Mr Holmes

‘It’s fan fiction of the worst kind’ – MacDara Conroy takes issue with the dramatic liberties of Mr Holmes

‘The man beyond the myth.’ So goes the tagline for Mr Holmes, an adaptation of Mitch Cullin’s 2005 novel A Slight Trick Of The Mind, which imagines a version of Sherlock Holmes in his dotage, well after the escapades that made him Sir Arthur Conan Doyle’s most remembered creation. But what man? And what myth?

Although spun from the final Holmes story, ‘His Last Bow’, and also perhaps the offhand remark by the ur-Holmes, Jeremy Brett, that the great detective of Baker Street would spend his retirement “beekeeping in Kent”, Mr Holmes posits a Sherlock very different from the original tales – and for that matter Brett’s own masterful TV depictions, though it is cast in similarly muted visual tones.

Bill Condon’s film, which reunites the director with his star Ian McKellan some 17 years after James Whale biopic Gods and Monsters, gives us an aged and ailing Holmes, indeed retired to the south coast (maybe Kent, as Brett suggested, or the Sussex Downs, as Sir Arthur himself had it – anyway he’s near some white cliffs and it doesn’t really matter) and tending to his hives. His detective days behind him, he’s also without his dear friend Watson, or even his housekeeper Mrs Hudson. In their stead, as unlikely as it seems for Holmes to wind up in the company of their like, are the homely, well-meaning Mrs Munro (a barely recognisable Laura Linney) and her precocious son Roger (Milo Parker). What a pale imitation they are.

Just as pallid is the main drive of the story, which attempts to turn the tables and have the mystery Holmes needs to solve be Holmes himself, before senility takes what remains of his great wits – but finds its solution, by way of multiple flashbacks, in the kind of sentimental guff the real Holmes, no matter what age, would never abide. There’s a B-plot mystery too, because why not, but it’s elementary stuff. Nothing here on the level of mind-twisters like ‘The Sign of Four’ or ‘The Speckled Band’.

Paler still is McKellan’s reading of Holmes. Sir Ian is clearly inspired by both the master Brett and the classic Basil Rathbone before him, aping their tone and diction, and here and there affecting the same aloof rattiness, that deliberately unnerving persona that Brett perfected. But it’s mere affectation; where Brett would veritably transform himself for the character – with that stiffened, tightly wound, catlike poise – McKellan’s Holmes is a softy, hunched as he ambles around on his cane, crumpled as he slumps into his bed or his high-backed chair. He puts his all into the character as written for him here, no mistaking that, but everything he does feels wrong.

That only brings us to the story’s fatal undermining flaw because yet again, alas, we have a production that fails utterly to understand the essence of Sherlock Holmes. Cullin’s story, and Condon’s take on it, are determined to give Holmes a humanity they feel he’s lacking, as if that coolly analytical, often rude and standoffish man from the books were but a fiction, a disguise hiding the ‘real’ Holmes beneath. Person and persona and all that.

But the whole point of Sherlock Holmes is that he doesn’t express humanity as you or I would understand it. He is, to his very core, exactly as he is portrayed in the original stories: a creature of pure logic, an organic problem-solving machine. Has has no time for pleasantries, for the frivolities that colour our lives, for emotion or sentimentality. Forget not suffering fools gladly; Holmes doesn’t suffer anyone. Even Watson, his closest ‘friend’, is for the longest time a curiosity to him above all else. He holds no stock in the things that make life worth living for the rest of us. That’s what Watson is for, in part: as Holmes’ humanising factor.

Yet Mr Holmes persists with the notion that Sherlock Holmes is some misunderstood tragic figure, lumped for years with a bumbling accomplice, and that all he needed was a deep emotional connection with a woman or a child to make him whole or something like that. Gah, I spit on it! It’s fan fiction of the worst kind, and it has no business being on a cinema screen pretending that there’s any man behind the myth of its own making.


▸ **PROBLEM TO SOLVE**
Below are records. Transcribe exactly the lines from the one that contains "What are the" through the last line, leaving any pictures out.

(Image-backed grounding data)
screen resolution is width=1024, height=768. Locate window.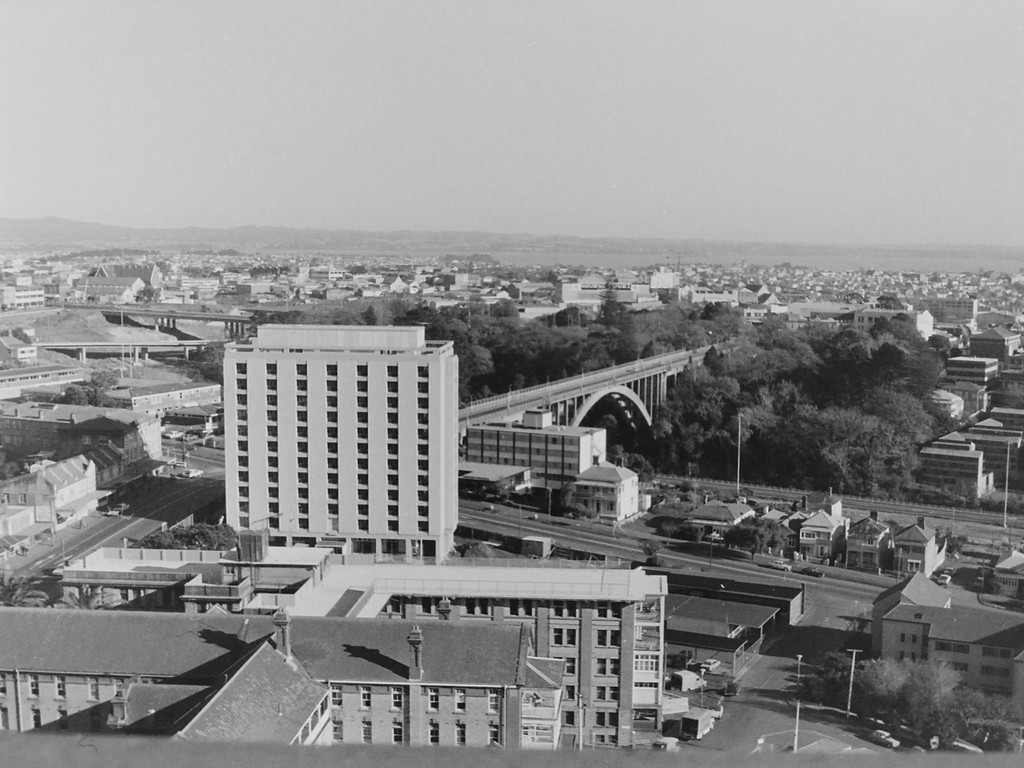
Rect(356, 398, 368, 408).
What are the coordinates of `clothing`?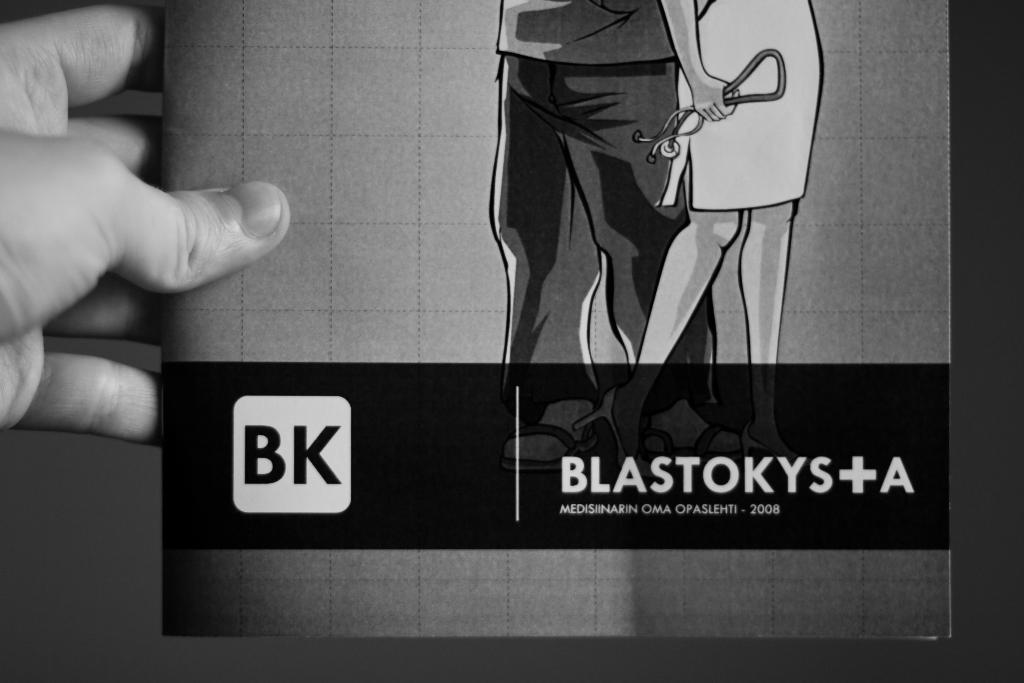
<box>660,0,827,211</box>.
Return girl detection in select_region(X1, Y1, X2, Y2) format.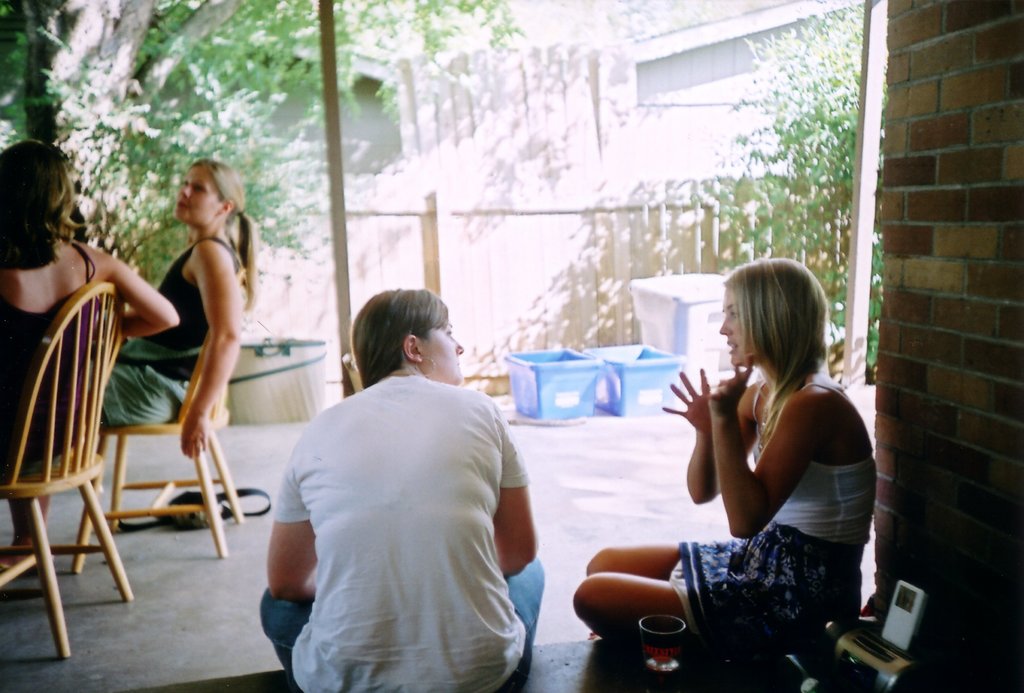
select_region(102, 159, 257, 452).
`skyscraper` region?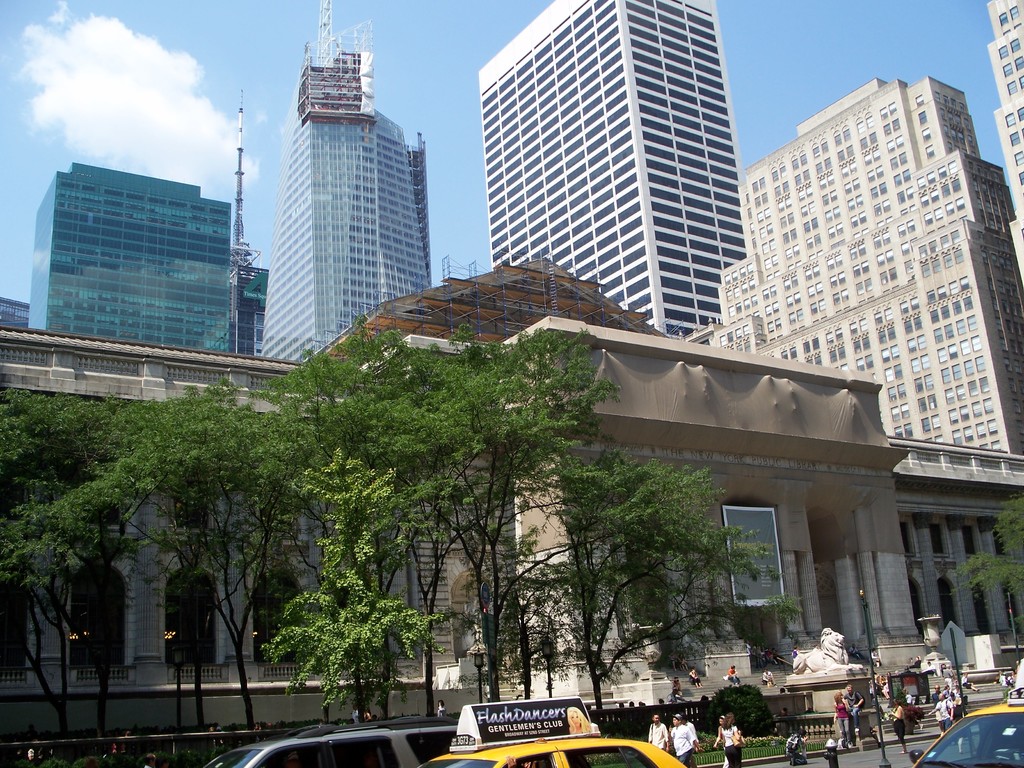
box=[230, 102, 259, 356]
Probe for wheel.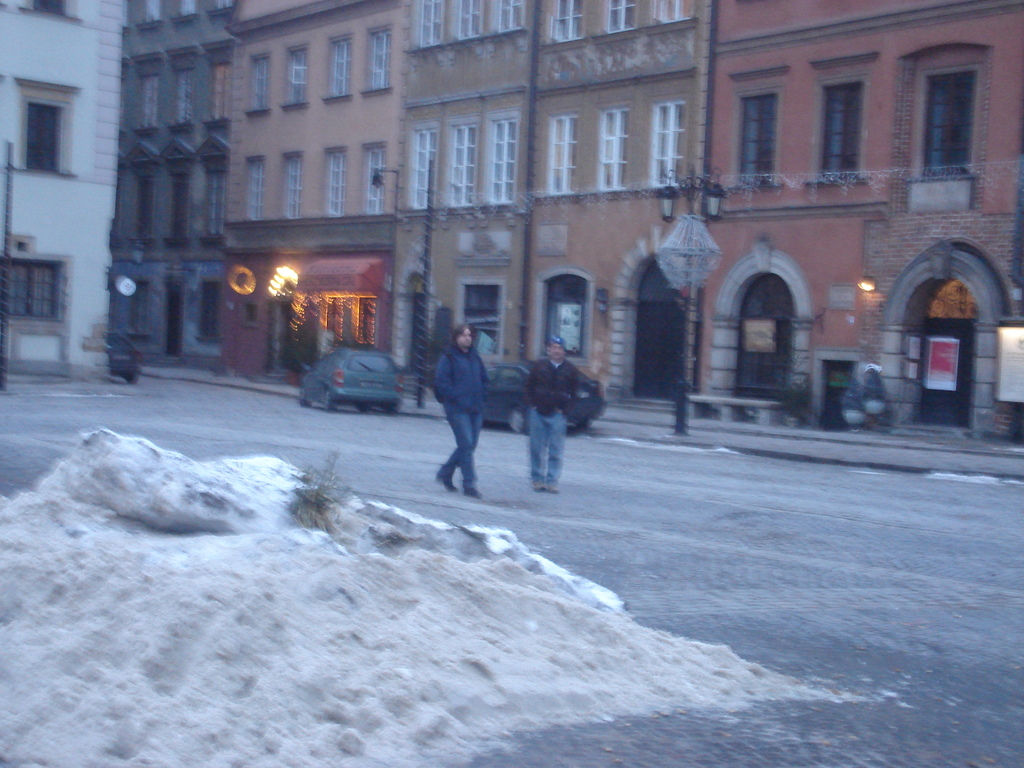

▸ **EXERCISE RESULT**
What are the coordinates of `clothing`?
<box>660,0,827,211</box>.
Return girl detection in select_region(X1, Y1, X2, Y2) format.
select_region(102, 159, 257, 452).
`skyscraper` region?
box=[230, 102, 259, 356]
Probe for wheel.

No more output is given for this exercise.